I have a .NET system where I need to allow files to be locked and unlocked across process boundaries. The model I plan to use is this:

  1. User generate a lock token
  2. Uses Locks a file with token and refreshes token
  3. repeat at #2 as needed
  4. Uses unlocks all files by releasing token
  5. If uses fails to refresh token in some time-frame, #4 happens automatically

Each step can be done from a different process.

The question is two fold: is this a reasonable model and are there any readily available tools for implementing it? If this can't be directly done in the OS, I'm thinking of some sort of advisory locking with .files or the like.

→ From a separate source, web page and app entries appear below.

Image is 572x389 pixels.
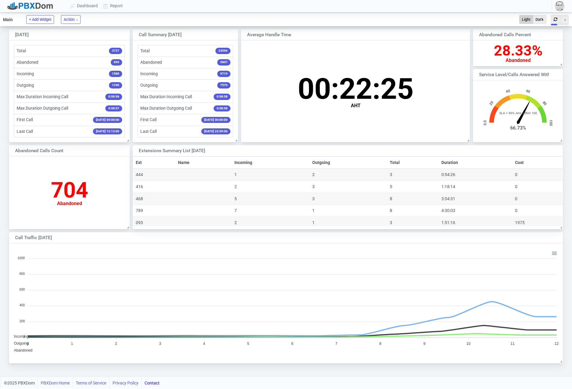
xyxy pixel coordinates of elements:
div: Call Summary [DATE] [139,31,223,38]
li: Max Duration Incoming Call [138,91,233,103]
th: Duration [439,156,512,168]
td: 8 [387,205,439,217]
tspan: 11 [510,341,515,345]
div: AHT [298,103,414,108]
th: Incoming [232,156,309,168]
td: 1:18:14 [439,181,512,193]
text: 80 [541,100,547,106]
div: Average Handle Time [247,31,442,38]
td: 3:54:31 [439,192,512,205]
button: Light [519,15,533,24]
span: [DATE] 12:13:00 [93,128,122,135]
span: 7570 [217,82,230,88]
li: Incoming [138,68,233,80]
span: 1588 [109,71,122,77]
span: 1240 [109,82,122,88]
tspan: 4 [203,341,205,345]
td: 1975 [512,217,563,229]
span: Outgoing [14,341,29,345]
button: Action [61,15,81,24]
span: Abandoned [14,348,32,352]
td: 416 [133,181,175,193]
span: 704 [51,177,88,203]
td: 5 [387,181,439,193]
td: 0 [512,168,563,180]
img: 59815a3c8890a36c254578057cc7be37 [555,1,564,11]
button: + Add Widget [26,15,54,24]
th: Total [387,156,439,168]
div: [DATE] [15,31,113,38]
tspan: 9 [424,341,426,345]
span: [DATE] 00:00:00 [93,117,122,123]
span: Incoming [14,334,29,338]
td: 093 [133,217,175,229]
td: 2 [232,217,309,229]
span: [DATE] 23:59:00 [201,128,230,135]
li: Max Duration Incoming Call [14,91,125,103]
li: Outgoing [138,79,233,91]
td: 444 [133,168,175,180]
tspan: 12 [554,341,559,345]
td: 1 [232,168,309,180]
td: 3 [309,181,387,193]
div: Call Traffic [DATE] [15,234,503,241]
text: 60 [525,88,531,94]
td: 1 [309,217,387,229]
td: 2 [309,168,387,180]
tspan: 1 [71,341,73,345]
text: 20 [488,100,494,106]
tspan: 2 [115,341,117,345]
text: 66.73% [510,125,526,131]
td: 0 [512,181,563,193]
tspan: 5 [247,341,249,345]
tspan: 8 [379,341,381,345]
tspan: 1000 [17,255,25,259]
th: Name [175,156,232,168]
div: ©2025 PBXDom [4,376,160,389]
td: 468 [133,192,175,205]
tspan: 10 [466,341,471,345]
a: Privacy Policy [113,376,138,389]
text: 100 [549,119,553,125]
td: 8 [387,192,439,205]
td: 0 [512,205,563,217]
td: 4:30:03 [439,205,512,217]
li: Last Call [138,125,233,137]
li: Max Duration Outgoing Call [14,102,125,114]
div: Abandoned [51,201,88,206]
tspan: 400 [19,303,25,306]
div: Abandoned [494,58,542,63]
div: Abandoned Calls Count [15,147,113,154]
div: Menu [551,249,557,255]
li: Max Duration Outgoing Call [138,102,233,114]
span: 0:58:56 [105,94,122,100]
td: 1 [309,205,387,217]
li: Incoming [14,68,125,80]
tspan: 3 [159,341,161,345]
li: Last Call [14,125,125,137]
li: First Call [14,114,125,125]
td: 5 [232,192,309,205]
span: 5807 [217,59,230,65]
td: 2 [232,181,309,193]
div: Abandoned Calls Percent [479,31,549,38]
a: Dashboard [68,0,101,11]
tspan: 800 [19,271,25,275]
a: Terms of Service [76,376,106,389]
td: 7 [232,205,309,217]
td: 0:54:26 [439,168,512,180]
span: 0:58:58 [214,94,230,100]
span: [DATE] 00:00:00 [201,117,230,123]
td: 3 [309,192,387,205]
li: Total [138,45,233,57]
li: First Call [138,114,233,125]
text: 0.0 [483,120,487,125]
a: Contact [144,376,160,389]
div: Service Level/Calls Answered within [479,71,549,78]
a: PBXDom Home [41,376,70,389]
th: Ext [133,156,175,168]
td: 3 [387,217,439,229]
tspan: 6 [291,341,293,345]
li: Abandoned [14,56,125,68]
th: Cost [512,156,563,168]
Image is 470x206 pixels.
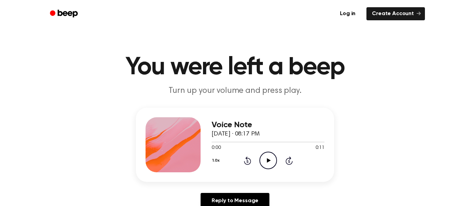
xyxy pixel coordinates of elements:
h1: You were left a beep [59,55,411,80]
a: Log in [333,6,363,22]
a: Beep [45,7,84,21]
h3: Voice Note [212,121,325,130]
span: 0:11 [316,145,325,152]
button: 1.0x [212,155,222,167]
span: 0:00 [212,145,221,152]
span: [DATE] · 08:17 PM [212,131,260,137]
a: Create Account [367,7,425,20]
p: Turn up your volume and press play. [103,85,367,97]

Edit: this mode gets non-exclusive read locks, but other modes could get exclusive write locks but they would always be released by the same process that got them.

+1  A: 

I think this SO thread might answer it for you.

JP Alioto
That doesn't cover the lock in one process, unlock in another issue.
BCS
Named Mutexes and Semaphores can signal across processes.
JP Alioto
"The Mutex class enforces thread identity, so a mutex can be released only by the thread that acquired it." and "If a thread terminates while owning a mutex, the mutex is said to be abandoned. The state of the mutex is set to signaled, and the next waiting thread gets ownership."
BCS
I'm not needing to signal cross process. I need them the *exist* cross process; as in Process A create a lock and then terminates. Then process B start up and frees the lock.
BCS
Fair enough. I guess I don't understand your architecture. If a process holding a lock ends (or dies) it will release the lock automatically, there is no need to release it on the second process. But, if you want to do what your talking about, you need an external store to all the processes -- like a database. If you had a DB with a lock table you could use it to persist lock statuses across processes and across process death.
JP Alioto
After further study, I /think/ the process will persist but I'm not so sure about the thread.